Tuesday, December 07, 2010

The obligatory Hey, I'm Blogging Again! post

Well, I'm back. Yes, it's been more than a year, but my life hit a couple of bumps that made me lose interest in blogging for a while. I was always going to get back on track next week or next month or...

If you ask me, few things are more boring than a blogger who goes on an on about what's been happening in her life and how that all has prevented her from blogging. But I'm about to do that for the tiny percentage of readers who don't think it's boring, so the rest of you might want to go ahead and stop reading right here. I'll understand. Hey, I'd wander off, myself, except that--Whoops!--I'm the blogger. So I'll just get on with all the explaining and forgiveness-begging and so on.

My warmest thanks to everyone who has e-mailed to ask if I'm still alive and still writing romance novels. Yep, I'm still alive, and I've started writing again (I'll talk about the writing in future posts). I've had a long, hard struggle with several health problems, including vicious and alarmingly frequent migraines and other headaches, a long bout with cellulitis that put me in the hospital three times, and the sudden onset of Type 2 diabetes. The diabetes was a real surprise because just a couple of months after a complete physical showed my blood glucose was normal, routine tests during my first hospitalization revealed that I was hitting close to 300mg/dL. ("Honey, are you diabetic?" the nurse asked. "No," I said. "Uh-oh," she said, and the next time I saw her she was holding a syringe full of insulin and asking which hip I wanted her to jab.)

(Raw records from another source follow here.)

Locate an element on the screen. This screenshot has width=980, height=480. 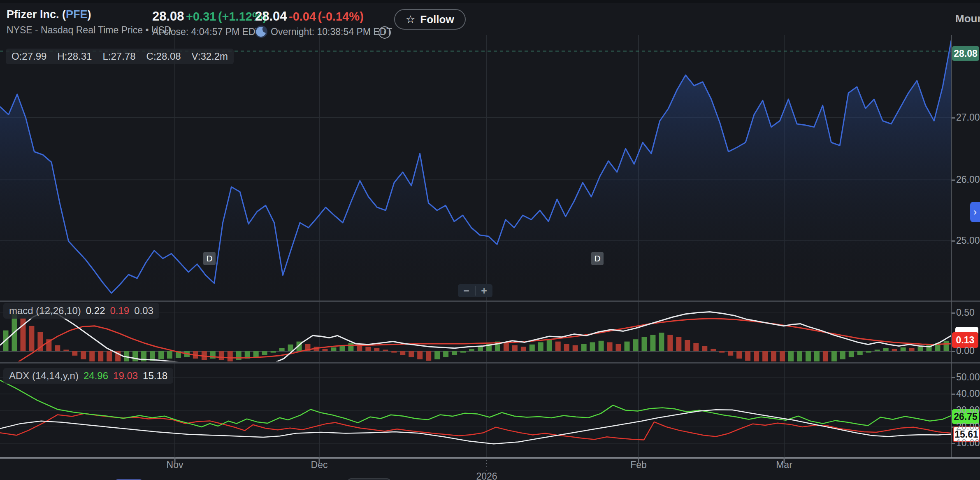
month-axis-label: Dec is located at coordinates (319, 465).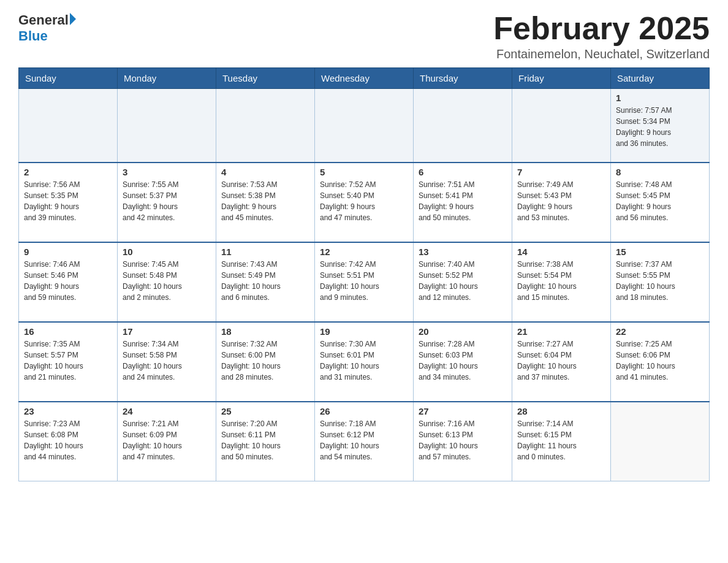 This screenshot has width=728, height=563. Describe the element at coordinates (364, 79) in the screenshot. I see `column-header-wednesday: Wednesday` at that location.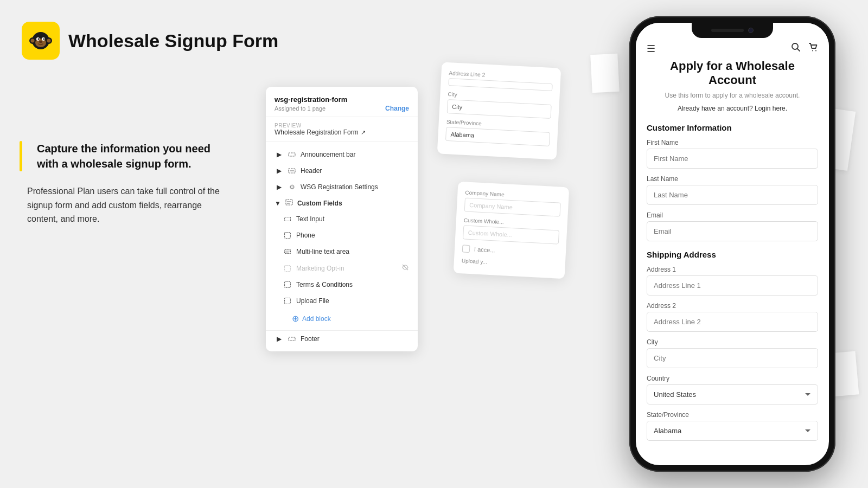  What do you see at coordinates (732, 73) in the screenshot?
I see `form-title: Apply for a Wholesale Account` at bounding box center [732, 73].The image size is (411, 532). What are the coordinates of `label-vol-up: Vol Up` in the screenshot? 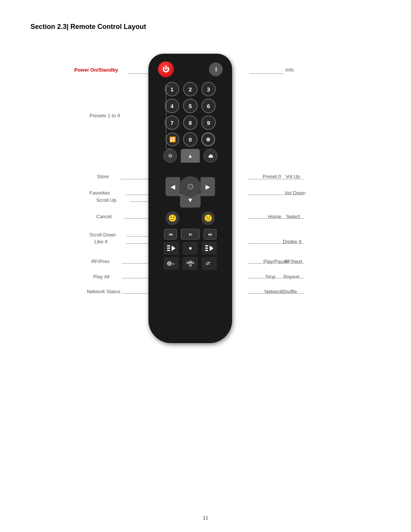 It's located at (293, 177).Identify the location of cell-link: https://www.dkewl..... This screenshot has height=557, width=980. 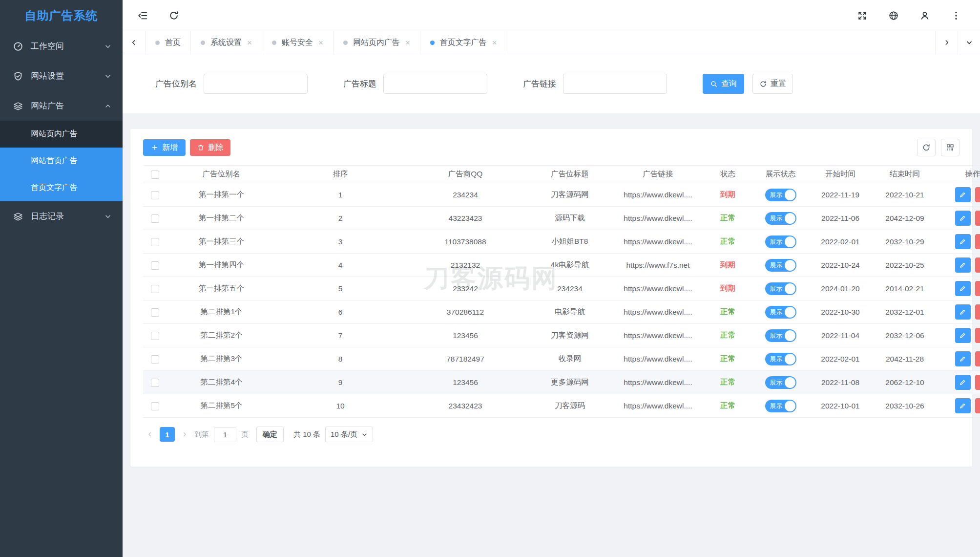
(658, 195).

Just a year before I was diagnosed, my beloved mother-in-law had died of complications from the disease. I'm a Christian, so death doesn't scare me, but I'm not a big fan of pain and suffering, so I started doing research on the internet. I read tons of articles about diabetes, and the more I learned, the less it looked like a death sentence. Diabetes can be managed; many if not most Type 2 diabetics can achieve fairly normal blood sugars (halting the threat of pesky complications like blindness, kidney failure, and nerve damage that can lead to foot amputation), but only if they're willing to make the dramatic lifestyle changes necessary to lower their blood sugar. (Medication can help, but is rarely enough by itself.)

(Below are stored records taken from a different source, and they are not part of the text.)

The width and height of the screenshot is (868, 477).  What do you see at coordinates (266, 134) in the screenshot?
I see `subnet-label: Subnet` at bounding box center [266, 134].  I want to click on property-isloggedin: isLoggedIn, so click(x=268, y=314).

So I made some dramatic lifestyle changes. I'm eating much more healthfully now. I'm checking my blood sugar several times a day so I can tweak my carbohydrate intake as needed. (For you carb-counters out there, I get 100-120 grams per day.) And I'm exercising for thirty minutes a day, six days a week.

I've lost more than 75 pounds. Family members and friends say they're "proud" of me, but that kind of bothers me because it suggests they were disgusted with me before. Just be happy for me, I tell them. I don't want to be praised or admired for losing weight, not when our society is so darned obsessed with how everyone looks. I have never hated myself for being fat, and if any of you reading this hate yourselves for being fat, please let me know so I can give you a stern talking-to.

I'm still fat, by the way, but at least now I can walk two miles and not die (unless, of course, I get hit by a bus or something). I don't have a "goal weight" because, again, I don't like everyone's preoccupation with size. I'm just plodding along, eating my whole foods and strictly limiting my carbs and trying my best to be unsedentary.

I'm now certain that being diagnosed with diabetes was the best thing that could have happened to me, health-wise. Because without that, I might never have gotten serious about things like weight loss and exercise and good nutrition. Amazingly, I'm far healthier now than I was just a year ago, before I had diabetes.

For those of you who know about these things, my first Hgb A1c test after being diagnosed in early March was 9.4. By the end of July it was 6.1. But since that time I've lost more weight and started exercising, so my daily blood sugars have dropped to the point that my next A1c result will probably be in the mid-fives, which isn't just pretty good for a diabetic, but normal. (I'm not on insulin. I'm currently taking 1500mg of Metformin a day, but will be cutting back on that after my next doctor visit.)

So. If that's way more than you wanted to know, I apologize. (But I did warn you not to keep reading, didn't I?) The thing is, now that the excuses and explanations are out of the way, I'm ready to start blogging again. Please tell any of your friends who might care.